Swing Pricing and Equivalent Mechanisms
Recent reports on potential MMF reforms by the President’s Working Group (PWG) on Financial Markets and the Financial Stability Board suggest that “swing pricing”—or economically equivalent mechanisms—could be a safer way of pricing liquidity than the current system of fees and gates. In December 2021, the SEC proposed a swing pricing requirement for institutional prime funds. How would these measures work?
The idea behind swing pricing is to impose a cost for redemptions on the same day that the fund faces large outflows. On those days, the NAV of the fund “swings” down so that redeeming investors receive less for their shares than they otherwise would. The reduction in NAV should be calibrated to match the liquidity costs associated with redemptions. This is the approach proposed by the SEC, although other economically equivalent measures could also be effective.
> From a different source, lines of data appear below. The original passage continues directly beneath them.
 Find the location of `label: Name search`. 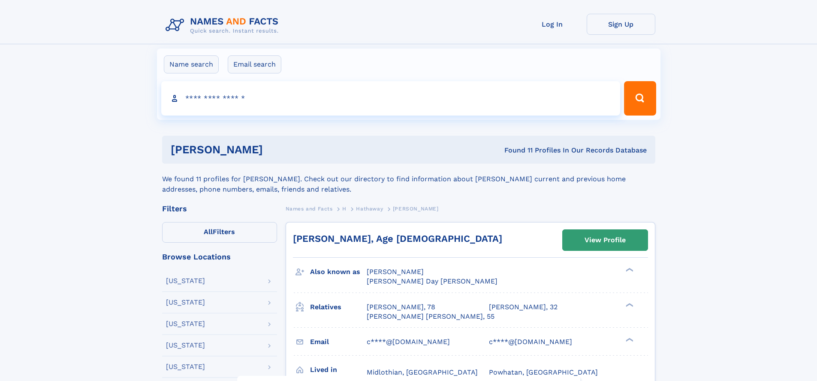

label: Name search is located at coordinates (191, 64).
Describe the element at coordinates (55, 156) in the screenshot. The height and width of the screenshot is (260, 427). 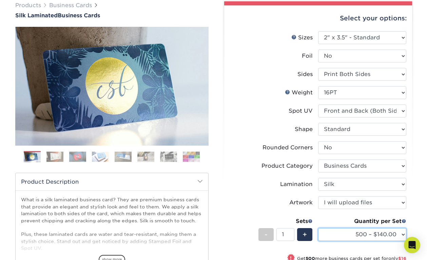
I see `img: Business Cards 02` at that location.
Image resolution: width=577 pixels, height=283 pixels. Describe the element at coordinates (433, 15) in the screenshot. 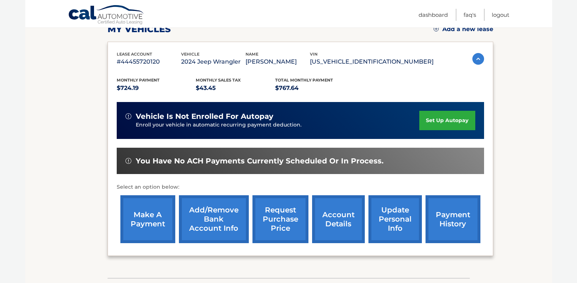

I see `a: Dashboard` at that location.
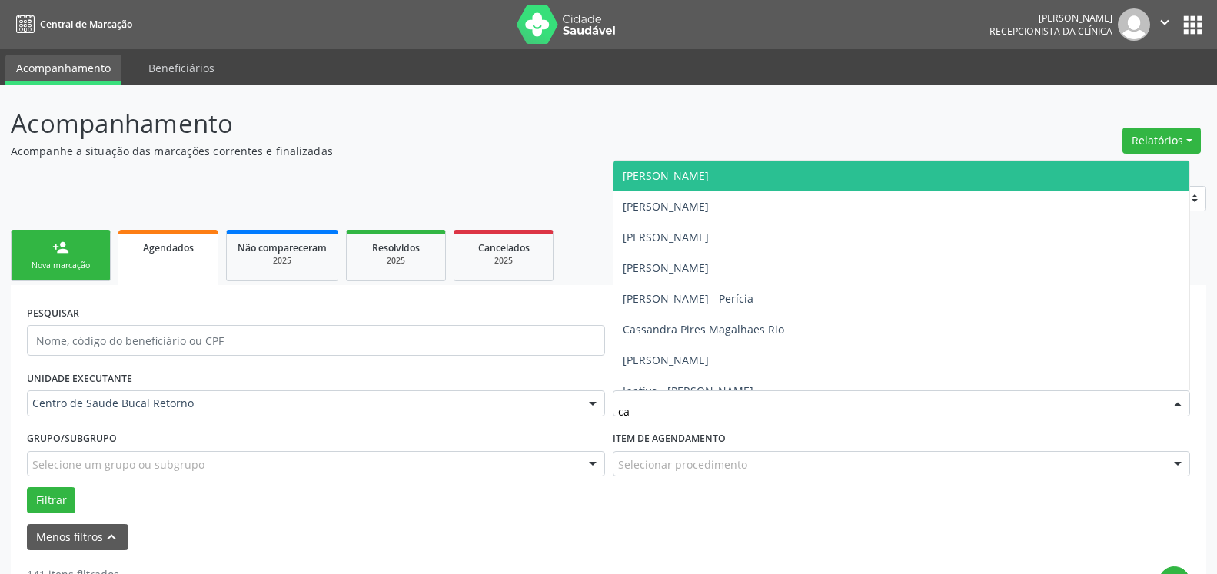  Describe the element at coordinates (704, 329) in the screenshot. I see `span: Cassandra Pires Magalhaes Rio` at that location.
One alternative would be to charge a redemption fee on the same day that the fund has large outflows, rather than reducing the NAV. Whether the price of liquidity is imposed through a reduction in NAV or a fee, the key to avoiding preemptive runs is that the price depends on same-day redemptions.
Preemptive runs can occur when investors are able to anticipate a future increase in liquidity cost and avoid it by redeeming before it’s imposed. For example, under current rules, if a prime fund’s WLA has fallen to near 30 percent and looks likely to drop below that threshold soon, investors can redeem immediately to avoid a possible fee or gate.
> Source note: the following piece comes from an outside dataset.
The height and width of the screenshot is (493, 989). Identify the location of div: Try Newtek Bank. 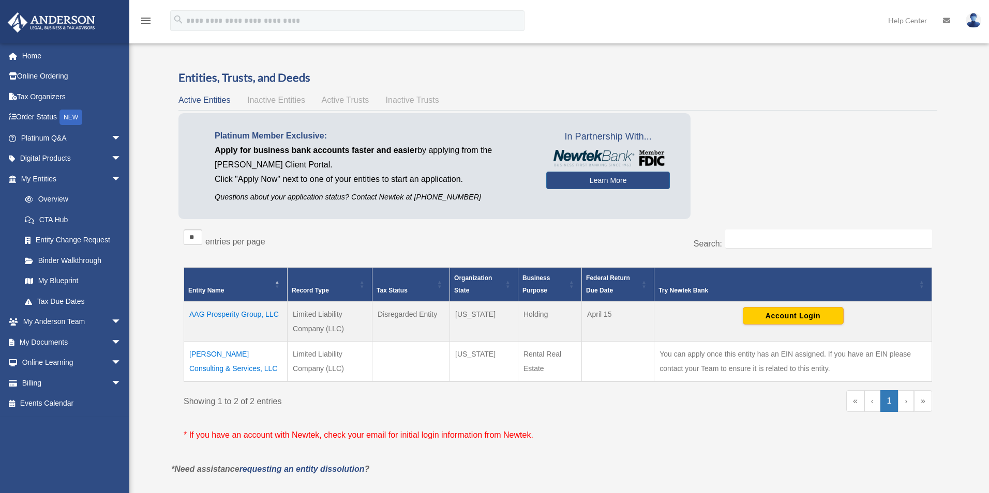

By contrast, suppose that the fund charges a price for liquidity that increases with the size of the fund’s same-day net outflows. Investors who believe that a liquidity cost will be imposed tomorrow could choose to redeem today. However, since the liquidity price increases with today’s net outflows, by redeeming, those investors increase the expected liquidity charge that they pay today, so their redemptions are not preemptive. Moreover, since the liquidity price reflects the liquidity cost of redemptions, that cost is no longer borne by remaining investors, and the incentive to run preemptively is eliminated.
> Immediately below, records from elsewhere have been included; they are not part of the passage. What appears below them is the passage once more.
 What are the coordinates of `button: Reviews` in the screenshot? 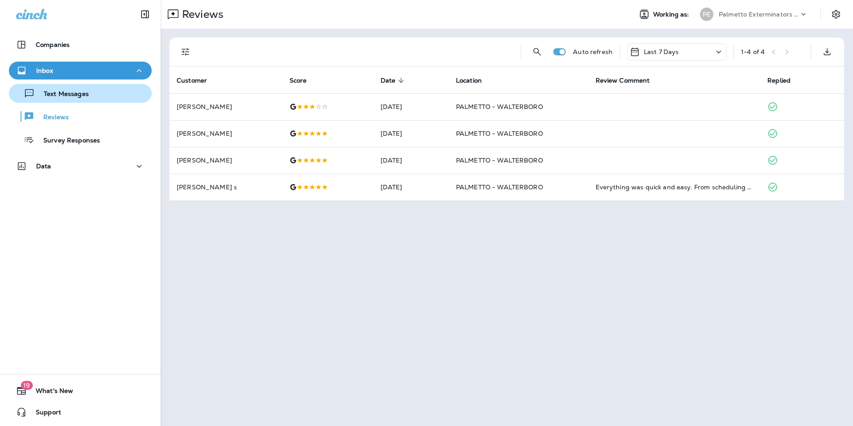 It's located at (80, 116).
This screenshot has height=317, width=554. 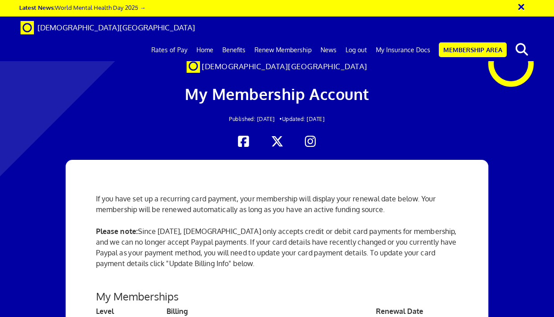 I want to click on span: My Membership Account, so click(x=277, y=94).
This argument is intuitive and is also backed by the academic literature that studies run behavior. This literature shows that when payouts for redeeming investors can be set based on the amount of requested redemptions and if payouts are reduced to offset liquidation costs, runs are eliminated.
Swing pricing has been used by mutual funds in Europe and studied in this paper. As we would expect, the European experience shows that swing pricing has not generated preemptive runs. Moreover, swing pricing eliminates the first-mover advantage arising from liquidity transformation and significantly reduces outflows during market stress.
To Sum Up
Putting a price on MMF liquidity could reduce the fragility of prime funds if that price can be charged without creating a risk of preemptive runs. Preemptive runs can be avoided by using swing pricing or similar tools that price liquidity based on same-day net outflows. These tools would be beneficial for many stakeholders in the short-term funding markets. For example, they would insulate MMF investors from the costs of others’ redemptions when liquidity costs rise. Liquidity pricing could also be useful for fund managers who currently lack tools to stop runs on their funds. Finally, liquidity pricing could benefit taxpayers by reducing the likelihood of future bailouts for MMFs.
Marco Cipriani is an assistant vice president in the Federal Reserve Bank of New York’s Research and Statistics Group.
Antoine Martin is a senior vice president in the Bank’s Research and Statistics Group.
Patrick McCabe is a deputy associate director in the Federal Reserve Board’s Division of Research and Statistics.